The singer Susan Anway died in early September. She had sung with a number of bands since the 1980s, including The Magnetic Fields, who announced her passing on September 9th.
Anway sang lead vocals on The Magnetic Fields’ first two records, The Wayward Bus & Distant Plastic Trees. “Susan Anway sings Stephin Merritt songs” went the credits on the sleeve; it was just the pair of them in the band back then. “She was a lovely person and will be missed by all of us”, wrote The Magnets last week on social media, alongside a video of the Wayward Bus song ‘Dancing In Your Eyes’: “When we walk hand in hand in the rain / When we’re young and in love once again / We will dance in the autumn with the leaves in our hair / When I look, I’ll be dancing in your eyes”.
I remember, or I think I remember, Merritt saying in the 90s that he asked Susan Anway to be The Magnetic Fields’ singer because her voice did not have too much personality. I understood that he meant that a voice with more personality, even his own lugubrious baritone, might distract from the song. Anway’s clear, composed voice read the melody line and delivered the words: job done, no distractions. And I can not swear that Merritt said this and if he did so he may have been joking. But the thought of that quote has left me thinking about Susan Anway’s contribution to those records.
In those days Merritt’s songs were too much. His arrangements were kitchen-sink synth-pop Spector, ornate and wired and sweepingly melodramatic. His lyrics scaled scarcely credible heights of emotional enormity. ‘100,000 Fireflies’ opens:“I have a mandolin / I play it all night long / It makes me want to kill myself”. (Excuse me?) In ‘Summer Lies’, Anway sings: “All the sweetest things you said and I believed were summer lies / Hanging in the willow trees like the dead were summer lies / I’ll never fall in love again”. It wasn’t enough for the story in an early Magnetic Fields song to be sad, it had to be ‘The Saddest Story Ever Told’: “Once upon a time we fell in love or at least that’s what you said / You say I can find someone else but I just wish I was dead… And then we’ll quietly grow old / The saddest story ever told”.
Susan Anway’s job here was to ground these songs; to steady them in such a way that they hit home. Merritt’s huge arrangements veered close enough to Spector that it could have been emotionally distancing – was this a PhD in pastiche or a heartfelt set of songs? Even Merritt’s depictions of extreme woe could have been alienatingly arch, more than the songs could withstand, but Susan Anway sang his aching words so earnestly, so free from any taint of irony, that every line landed.
As I’ve been thinking about Susan Anway this week I’ve been thinking about a poem by Ada Limon called Instructions On Not Giving Up. The poem (from poets.org) is as follows:
More than the fuchsia funnels breaking out
of the crabapple tree, more than the neighbor’s
almost obscene display of cherry limbs shoving
their cotton candy-colored blossoms to the slate
sky of Spring rains, it’s the greening of the trees
that really gets to me. When all the shock of white
and taffy, the world’s baubles and trinkets, leave
the pavement strewn with the confetti of aftermath,
the leaves come. Patient, plodding, a green skin
growing over whatever winter did to us, a return
to the strange idea of continuous living despite
the mess of us, the hurt, the empty. Fine then,
I’ll take it, the tree seems to say, a new slick leaf
unfurling like a fist to an open palm, I’ll take it all.
And I don’t want to over-explain but I’ve been thinking a lot since Susan Anway died about that final couple of lines. About the fuchsia funnels and candy-colored blossoms of those early Magnetic Fields songs. (The Wayward Bus even has a song called ‘Candy’: “Candy, it’s been really nice, but I’ve got to go / Cos I can’t be the part of your life you don’t wanna know”). Those Wayward Bus songs glistened and shone and oscillated wildly and that was all great; and Susan Anway sang in counterpoint, caring and experienced, ready for anything, like that leaf unfurling.
I think about how Merritt specialised in longing and Anway voiced that longing and made it liveable with. Merritt wrote about “diving for a girl you’ll never find”, which I’ve always heard as “diving for a pearl you’ll never find”, and to be honest I prefer my version. Susan Anway’s voice took the longing and loss in that line and accepted it; relished it. Diving for a pearl you’ll never find: that’s what life is, right? Who ever finds the pearl? What would you even do with it if you found it? I’ll take that, said Susan Anway. This may be the saddest story ever told, she sang, but it’s all we have, and I’ll take it all.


All of the entries below are to be copied word for word.
----
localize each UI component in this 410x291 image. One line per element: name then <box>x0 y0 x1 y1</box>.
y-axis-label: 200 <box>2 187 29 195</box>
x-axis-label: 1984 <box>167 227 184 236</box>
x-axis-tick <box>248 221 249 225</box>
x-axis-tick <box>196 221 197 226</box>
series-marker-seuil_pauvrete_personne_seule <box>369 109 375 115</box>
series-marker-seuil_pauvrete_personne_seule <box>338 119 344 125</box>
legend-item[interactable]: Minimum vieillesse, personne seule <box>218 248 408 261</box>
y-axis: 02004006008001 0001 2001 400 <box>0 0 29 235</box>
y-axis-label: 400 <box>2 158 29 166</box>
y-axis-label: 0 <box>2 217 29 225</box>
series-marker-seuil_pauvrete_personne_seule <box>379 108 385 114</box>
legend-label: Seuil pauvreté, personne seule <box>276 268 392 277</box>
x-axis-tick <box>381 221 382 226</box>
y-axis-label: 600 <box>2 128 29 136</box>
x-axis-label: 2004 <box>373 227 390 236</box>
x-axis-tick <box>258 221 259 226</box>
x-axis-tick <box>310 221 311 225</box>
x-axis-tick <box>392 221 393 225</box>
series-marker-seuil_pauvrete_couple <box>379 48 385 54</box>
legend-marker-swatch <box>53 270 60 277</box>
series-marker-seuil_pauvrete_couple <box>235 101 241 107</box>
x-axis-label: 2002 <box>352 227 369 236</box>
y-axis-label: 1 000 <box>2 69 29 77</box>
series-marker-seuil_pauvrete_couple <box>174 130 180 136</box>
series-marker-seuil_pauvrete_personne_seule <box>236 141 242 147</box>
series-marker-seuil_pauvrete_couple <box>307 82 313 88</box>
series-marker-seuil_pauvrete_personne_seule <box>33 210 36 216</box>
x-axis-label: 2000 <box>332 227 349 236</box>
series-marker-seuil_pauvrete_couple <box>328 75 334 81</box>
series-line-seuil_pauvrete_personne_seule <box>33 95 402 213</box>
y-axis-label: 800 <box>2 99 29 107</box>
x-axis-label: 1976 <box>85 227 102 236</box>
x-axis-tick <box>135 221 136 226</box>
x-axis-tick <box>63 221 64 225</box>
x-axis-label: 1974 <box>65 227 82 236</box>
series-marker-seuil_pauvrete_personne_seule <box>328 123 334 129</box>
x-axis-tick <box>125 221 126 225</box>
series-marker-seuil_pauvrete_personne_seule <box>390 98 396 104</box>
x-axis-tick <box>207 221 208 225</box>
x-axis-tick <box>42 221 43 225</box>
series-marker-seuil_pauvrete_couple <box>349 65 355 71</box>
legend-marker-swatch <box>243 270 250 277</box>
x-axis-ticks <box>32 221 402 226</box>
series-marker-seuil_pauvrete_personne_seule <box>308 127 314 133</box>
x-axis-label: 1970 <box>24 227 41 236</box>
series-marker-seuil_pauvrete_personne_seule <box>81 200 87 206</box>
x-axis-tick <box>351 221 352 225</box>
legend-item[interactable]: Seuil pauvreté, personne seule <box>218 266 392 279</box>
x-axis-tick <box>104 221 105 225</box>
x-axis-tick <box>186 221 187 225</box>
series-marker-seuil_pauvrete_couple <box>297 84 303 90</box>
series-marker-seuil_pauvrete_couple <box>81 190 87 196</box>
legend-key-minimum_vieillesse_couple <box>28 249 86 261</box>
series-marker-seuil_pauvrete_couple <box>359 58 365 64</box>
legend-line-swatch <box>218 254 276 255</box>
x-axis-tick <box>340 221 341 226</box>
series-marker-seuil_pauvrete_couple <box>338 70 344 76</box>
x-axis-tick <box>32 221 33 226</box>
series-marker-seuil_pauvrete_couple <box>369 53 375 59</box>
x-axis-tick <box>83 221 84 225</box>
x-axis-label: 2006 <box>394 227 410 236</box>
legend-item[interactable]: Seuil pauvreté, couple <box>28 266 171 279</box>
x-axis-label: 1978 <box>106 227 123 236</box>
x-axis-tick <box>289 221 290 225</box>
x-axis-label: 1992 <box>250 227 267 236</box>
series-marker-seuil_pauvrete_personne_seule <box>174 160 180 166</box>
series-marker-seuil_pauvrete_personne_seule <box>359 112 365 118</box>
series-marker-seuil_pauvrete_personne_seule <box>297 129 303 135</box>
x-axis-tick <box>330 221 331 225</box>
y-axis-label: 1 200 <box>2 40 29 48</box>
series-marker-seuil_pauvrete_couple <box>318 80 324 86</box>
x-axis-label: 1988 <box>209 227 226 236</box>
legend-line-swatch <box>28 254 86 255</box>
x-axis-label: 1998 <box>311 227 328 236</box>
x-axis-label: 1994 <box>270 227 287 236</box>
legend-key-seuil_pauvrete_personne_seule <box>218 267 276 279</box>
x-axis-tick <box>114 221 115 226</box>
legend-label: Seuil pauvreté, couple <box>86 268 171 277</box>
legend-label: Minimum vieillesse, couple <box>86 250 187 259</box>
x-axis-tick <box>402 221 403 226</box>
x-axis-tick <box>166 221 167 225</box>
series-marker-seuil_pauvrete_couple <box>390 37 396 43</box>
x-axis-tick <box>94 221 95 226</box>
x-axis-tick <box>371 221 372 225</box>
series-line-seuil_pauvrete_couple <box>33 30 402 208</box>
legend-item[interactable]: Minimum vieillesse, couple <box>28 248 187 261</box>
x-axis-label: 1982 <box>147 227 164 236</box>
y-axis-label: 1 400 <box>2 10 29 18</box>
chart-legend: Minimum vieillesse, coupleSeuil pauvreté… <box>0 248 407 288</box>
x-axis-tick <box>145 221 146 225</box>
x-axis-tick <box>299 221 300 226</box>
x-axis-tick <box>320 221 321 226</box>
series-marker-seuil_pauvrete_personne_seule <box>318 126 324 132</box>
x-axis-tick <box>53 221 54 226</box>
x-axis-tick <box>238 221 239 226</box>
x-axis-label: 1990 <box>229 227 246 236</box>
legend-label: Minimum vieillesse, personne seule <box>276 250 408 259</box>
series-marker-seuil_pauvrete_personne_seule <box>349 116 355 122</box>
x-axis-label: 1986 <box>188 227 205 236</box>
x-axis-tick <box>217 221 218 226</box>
----
▶ **TASK SOLUTION**
localize each UI component in this 410x291 image. One line per element: name then <box>x0 y0 x1 y1</box>.
y-axis-label: 200 <box>2 187 29 195</box>
x-axis-label: 1984 <box>167 227 184 236</box>
x-axis-tick <box>248 221 249 225</box>
x-axis-tick <box>196 221 197 226</box>
series-marker-seuil_pauvrete_personne_seule <box>369 109 375 115</box>
series-marker-seuil_pauvrete_personne_seule <box>338 119 344 125</box>
legend-item[interactable]: Minimum vieillesse, personne seule <box>218 248 408 261</box>
y-axis: 02004006008001 0001 2001 400 <box>0 0 29 235</box>
y-axis-label: 400 <box>2 158 29 166</box>
y-axis-label: 0 <box>2 217 29 225</box>
series-marker-seuil_pauvrete_personne_seule <box>379 108 385 114</box>
legend-label: Seuil pauvreté, personne seule <box>276 268 392 277</box>
x-axis-tick <box>381 221 382 226</box>
y-axis-label: 600 <box>2 128 29 136</box>
x-axis-label: 2004 <box>373 227 390 236</box>
x-axis-tick <box>258 221 259 226</box>
x-axis-tick <box>310 221 311 225</box>
x-axis-tick <box>392 221 393 225</box>
series-marker-seuil_pauvrete_couple <box>379 48 385 54</box>
legend-marker-swatch <box>53 270 60 277</box>
series-marker-seuil_pauvrete_couple <box>235 101 241 107</box>
x-axis-label: 2002 <box>352 227 369 236</box>
y-axis-label: 1 000 <box>2 69 29 77</box>
series-marker-seuil_pauvrete_couple <box>174 130 180 136</box>
series-marker-seuil_pauvrete_personne_seule <box>236 141 242 147</box>
series-marker-seuil_pauvrete_couple <box>307 82 313 88</box>
series-marker-seuil_pauvrete_personne_seule <box>33 210 36 216</box>
x-axis-label: 2000 <box>332 227 349 236</box>
series-marker-seuil_pauvrete_couple <box>328 75 334 81</box>
series-line-seuil_pauvrete_personne_seule <box>33 95 402 213</box>
y-axis-label: 800 <box>2 99 29 107</box>
x-axis-label: 1976 <box>85 227 102 236</box>
x-axis-tick <box>135 221 136 226</box>
x-axis-tick <box>63 221 64 225</box>
x-axis-label: 1974 <box>65 227 82 236</box>
series-marker-seuil_pauvrete_personne_seule <box>328 123 334 129</box>
x-axis-tick <box>125 221 126 225</box>
series-marker-seuil_pauvrete_personne_seule <box>390 98 396 104</box>
x-axis-tick <box>207 221 208 225</box>
x-axis-tick <box>42 221 43 225</box>
series-marker-seuil_pauvrete_couple <box>349 65 355 71</box>
legend-marker-swatch <box>243 270 250 277</box>
x-axis-ticks <box>32 221 402 226</box>
series-marker-seuil_pauvrete_personne_seule <box>308 127 314 133</box>
x-axis-label: 1970 <box>24 227 41 236</box>
series-marker-seuil_pauvrete_personne_seule <box>81 200 87 206</box>
x-axis-tick <box>351 221 352 225</box>
legend-item[interactable]: Seuil pauvreté, personne seule <box>218 266 392 279</box>
x-axis-tick <box>104 221 105 225</box>
x-axis-tick <box>186 221 187 225</box>
series-marker-seuil_pauvrete_couple <box>297 84 303 90</box>
series-marker-seuil_pauvrete_couple <box>81 190 87 196</box>
legend-key-minimum_vieillesse_couple <box>28 249 86 261</box>
series-marker-seuil_pauvrete_couple <box>359 58 365 64</box>
legend-line-swatch <box>218 254 276 255</box>
x-axis-tick <box>340 221 341 226</box>
series-marker-seuil_pauvrete_couple <box>338 70 344 76</box>
x-axis-tick <box>32 221 33 226</box>
series-marker-seuil_pauvrete_couple <box>369 53 375 59</box>
x-axis-tick <box>83 221 84 225</box>
x-axis-label: 2006 <box>394 227 410 236</box>
legend-item[interactable]: Seuil pauvreté, couple <box>28 266 171 279</box>
x-axis-label: 1978 <box>106 227 123 236</box>
x-axis-tick <box>289 221 290 225</box>
x-axis-label: 1992 <box>250 227 267 236</box>
series-marker-seuil_pauvrete_personne_seule <box>174 160 180 166</box>
series-marker-seuil_pauvrete_personne_seule <box>359 112 365 118</box>
series-marker-seuil_pauvrete_personne_seule <box>297 129 303 135</box>
x-axis-tick <box>330 221 331 225</box>
y-axis-label: 1 200 <box>2 40 29 48</box>
series-marker-seuil_pauvrete_couple <box>318 80 324 86</box>
x-axis-label: 1988 <box>209 227 226 236</box>
legend-line-swatch <box>28 254 86 255</box>
x-axis-label: 1998 <box>311 227 328 236</box>
x-axis-label: 1994 <box>270 227 287 236</box>
legend-key-seuil_pauvrete_personne_seule <box>218 267 276 279</box>
x-axis-tick <box>114 221 115 226</box>
legend-label: Seuil pauvreté, couple <box>86 268 171 277</box>
legend-label: Minimum vieillesse, couple <box>86 250 187 259</box>
x-axis-tick <box>402 221 403 226</box>
x-axis-tick <box>166 221 167 225</box>
series-marker-seuil_pauvrete_couple <box>390 37 396 43</box>
x-axis-tick <box>94 221 95 226</box>
x-axis-tick <box>371 221 372 225</box>
series-line-seuil_pauvrete_couple <box>33 30 402 208</box>
legend-item[interactable]: Minimum vieillesse, couple <box>28 248 187 261</box>
x-axis-label: 1982 <box>147 227 164 236</box>
y-axis-label: 1 400 <box>2 10 29 18</box>
chart-legend: Minimum vieillesse, coupleSeuil pauvreté… <box>0 248 407 288</box>
x-axis-tick <box>145 221 146 225</box>
x-axis-tick <box>299 221 300 226</box>
x-axis-tick <box>320 221 321 226</box>
series-marker-seuil_pauvrete_personne_seule <box>318 126 324 132</box>
x-axis-tick <box>53 221 54 226</box>
x-axis-tick <box>238 221 239 226</box>
x-axis-label: 1990 <box>229 227 246 236</box>
legend-label: Minimum vieillesse, personne seule <box>276 250 408 259</box>
series-marker-seuil_pauvrete_personne_seule <box>349 116 355 122</box>
x-axis-label: 1986 <box>188 227 205 236</box>
x-axis-tick <box>217 221 218 226</box>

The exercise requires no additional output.